British MP urges Cyprus to act to save ailing sea lion

By Anthony O. Miller

VISITING British MP Roger Gale yesterday urged President Glafcos Clerides and Agriculture Minister Costas Themistocleous to save a sea lion that a team of British marine wildlife experts says is starving to death at Ayia Napa Marine Park (ANMP).

Gale, chairman of the Conservative Animal Welfare Group in the House of Commons, was in Cyprus on what he characterised as “mainstream political business.”

But he made sure Clerides, Themistocleous and Veterinary Services Department Director Dr Pavlos Economides were apprised of the sea lion’s condition, as described in a report this weekend by a veterinarian and two marine-biologists from Britain.

Gale, in a statement released to the Cyprus Mail and the British press in London, declared: “We want the animal moved to a more suitable local facility, nursed back to health and released into the wild.”

He acknowledged the claims of the visiting British experts, that the sea lion was “close to death from malnutrition and disease,” and noted that Themistocleous — “who is known to be sympathetic” — had ordered “a team of government veterinary surgeons” to the ANMP to evaluate the sea lion for themselves.

Government Spokesman Michalis Papapetrou said: “President Clerides is planning to respond positively for any necessary measures to be taken for the welfare of any animal on the island, and to make sure that Cyprus complies with international treaties on the matter.”

But Gale is not optimistic that “it will be possible, given this late stage, to save this animal.”

British marine veterinarian, Dr James Barnett, concluded at the weekend: “This animal was extremely malnourished and being kept in inadequate conditions. It is essential that immediate action is taken to improve the animal’s environment and correct its poor nutritive state.”

The sea lion has been so severely starved at ANMP, Barnett said, that the bones of its spine “and the ribs were clearly visible, and the bones of the pelvis were very prominent.”

While it “should weigh in the region of 400 to 500kg,” Barnett said the sea lion actually weighed “no more than 200kg”.

“It would not have taken a marine mammal expert or a veterinary surgeon,” he said, “to have realised the extreme condition of this animal.”

Barnett handed Economides his report at the weekend, but to little avail, according to Alan Knight, a marine-biologist who is both chairman of the British Divers Marine Life Rescue, and director of International Animal Rescue, both of Britain.

Instead of acting on the urgings of Barnett, Knight and marine-biologist David Higgs to seize the animal under Cyprus law on grounds of gross neglect by the ANMP, Economides merely questioned Dr Barnett’s credentials as a marine-wildlife expert, Knight and Higgs said.

Economides dismissed this charge yesterday, but has expressed extreme reluctance at using his authority under law to seize the sea lion and place it where it might recover. Instead he said he needed “evidence” in order to seize the animal.

He said this evidence might come in the report of the three Cyprus vets (none of them a marine-mammal expert) that he sent to the ANMP to verify the findings of the British experts.

Economides insisted his vets had been supervising the sea lion’s daily feeding at the ANMP under a regimen he ordered over a week ago. But Knight and Higgs, who is director of the Environmental Press Agency, said they spent most of the weekend at ANMP, and never saw the sea lion fed once.

Knight told the Cyprus Mail yesterday that the three Cyprus vets, after seeing the sea lion yesterday, concurred with their opinion that the animal’s condition was critical.

Panayiotis Hadjipetrou, manager of the Ocean Aquarium, also in Ayia Napa, yesterday said he was willing to accept custody of the sea lion and nurse it back to health.

But he insisted on being assured by Economides’ department that he would not be blamed if, despite his best efforts, the animal died while in his care, since it is already so near death.

Knight and Higgs plan to discuss a custody transfer today with Hadjipetrou, pending a decision by Economides on removing the sea lion from the ANMP and transferring it to Ocean Aquarium.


Brief:
Omit all pictures, and print word for word only the lines from the one containing "Identify the location of li: Scrap" through the end of the data.

━━━━━ Listed records ━━━━━

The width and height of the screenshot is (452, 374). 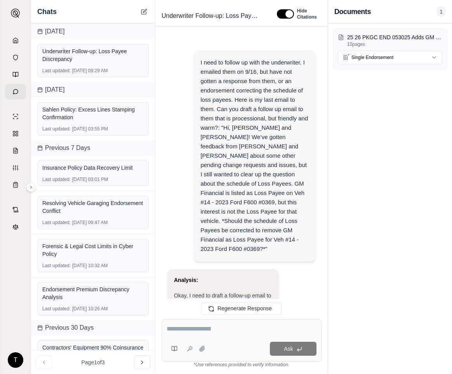 What do you see at coordinates (16, 360) in the screenshot?
I see `div: T` at bounding box center [16, 360].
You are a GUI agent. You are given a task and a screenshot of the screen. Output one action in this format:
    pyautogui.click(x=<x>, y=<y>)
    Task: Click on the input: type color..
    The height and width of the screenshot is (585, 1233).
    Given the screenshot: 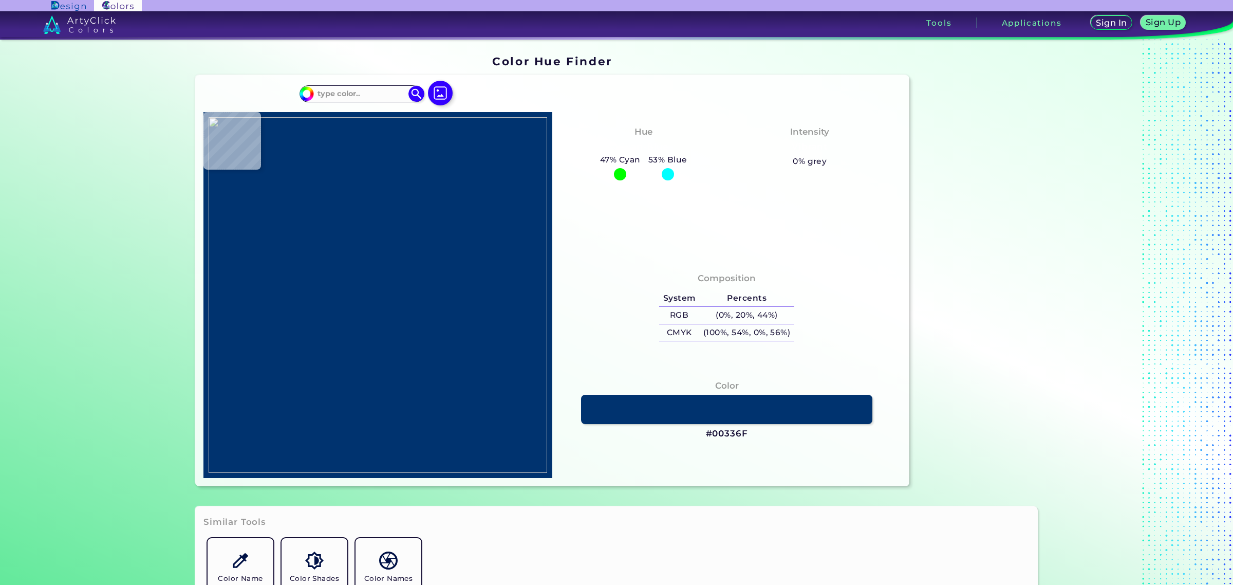 What is the action you would take?
    pyautogui.click(x=362, y=94)
    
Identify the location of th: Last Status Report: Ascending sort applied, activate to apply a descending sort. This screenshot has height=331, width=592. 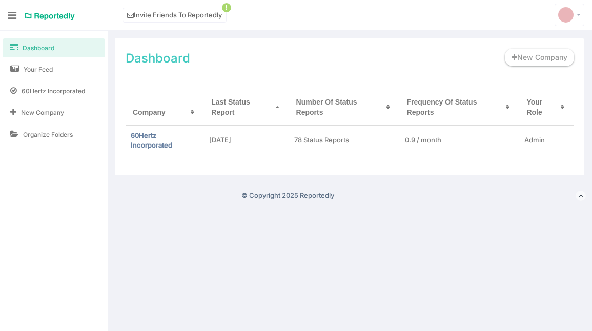
(246, 107).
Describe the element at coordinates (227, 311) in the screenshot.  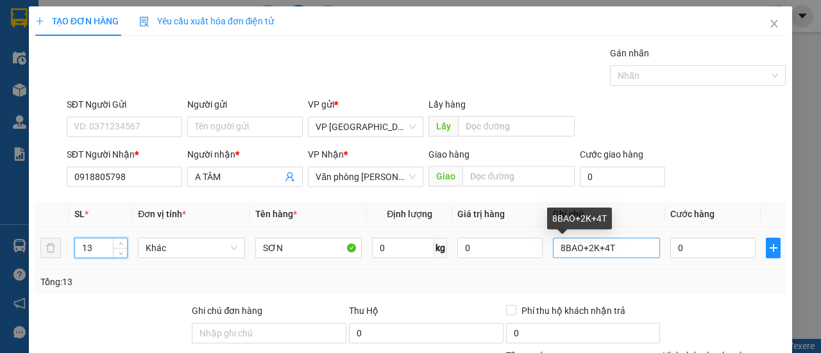
I see `label: Ghi chú đơn hàng` at that location.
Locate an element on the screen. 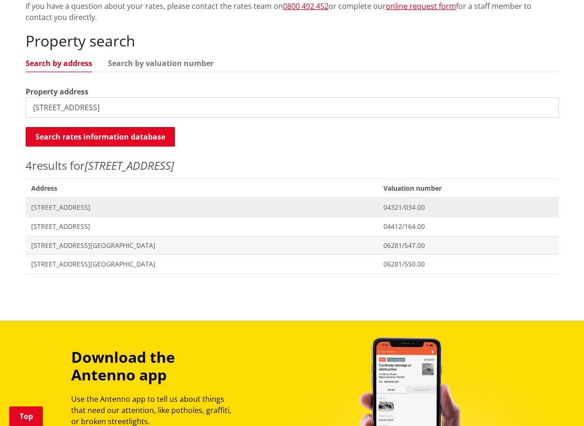 This screenshot has width=584, height=426. label: Property address is located at coordinates (57, 92).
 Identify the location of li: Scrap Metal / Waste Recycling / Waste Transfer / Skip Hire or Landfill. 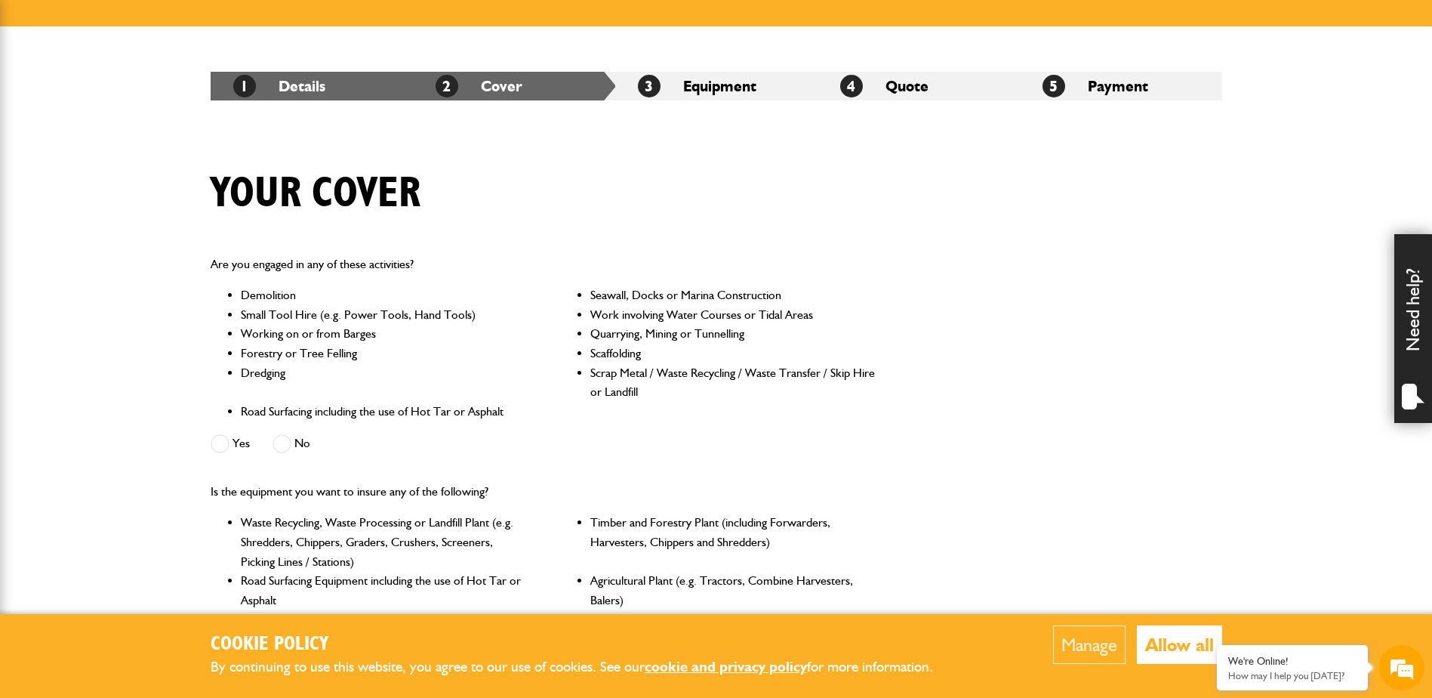
(733, 382).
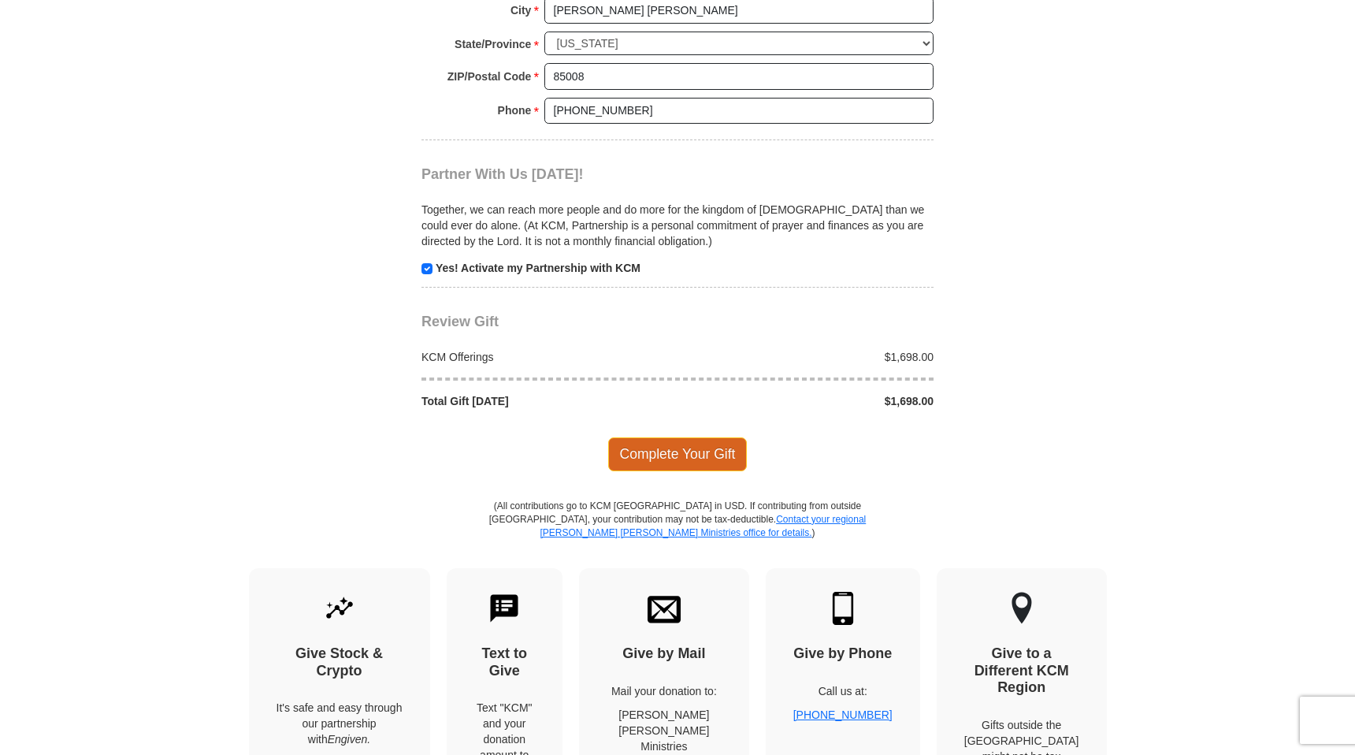 Image resolution: width=1355 pixels, height=755 pixels. Describe the element at coordinates (349, 739) in the screenshot. I see `i: Engiven.` at that location.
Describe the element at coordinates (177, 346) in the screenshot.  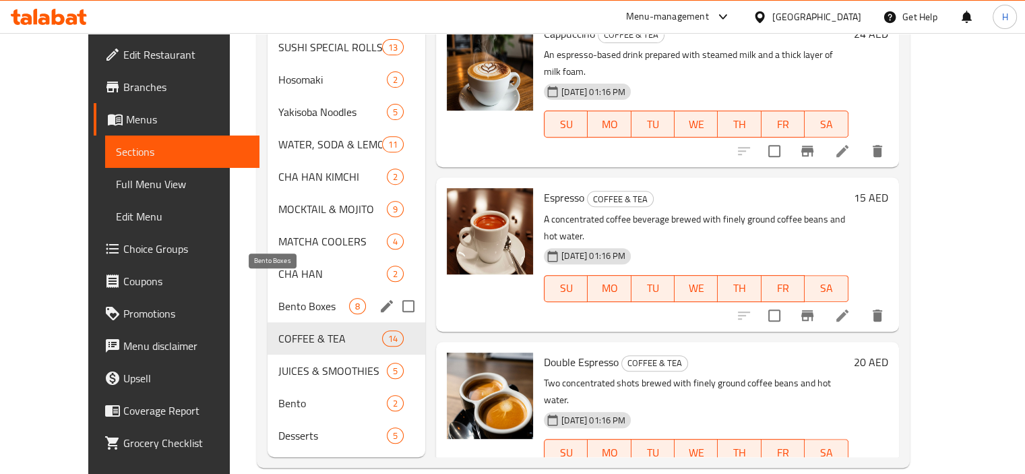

━━━━━

Solution to this problem:
 Identify the location of li: Scrap Metal / Waste Recycling / Waste Transfer / Skip Hire or Landfill. 
(733, 382).
 Image resolution: width=1355 pixels, height=755 pixels. Describe the element at coordinates (349, 739) in the screenshot. I see `i: Engiven.` at that location.
Describe the element at coordinates (177, 346) in the screenshot.  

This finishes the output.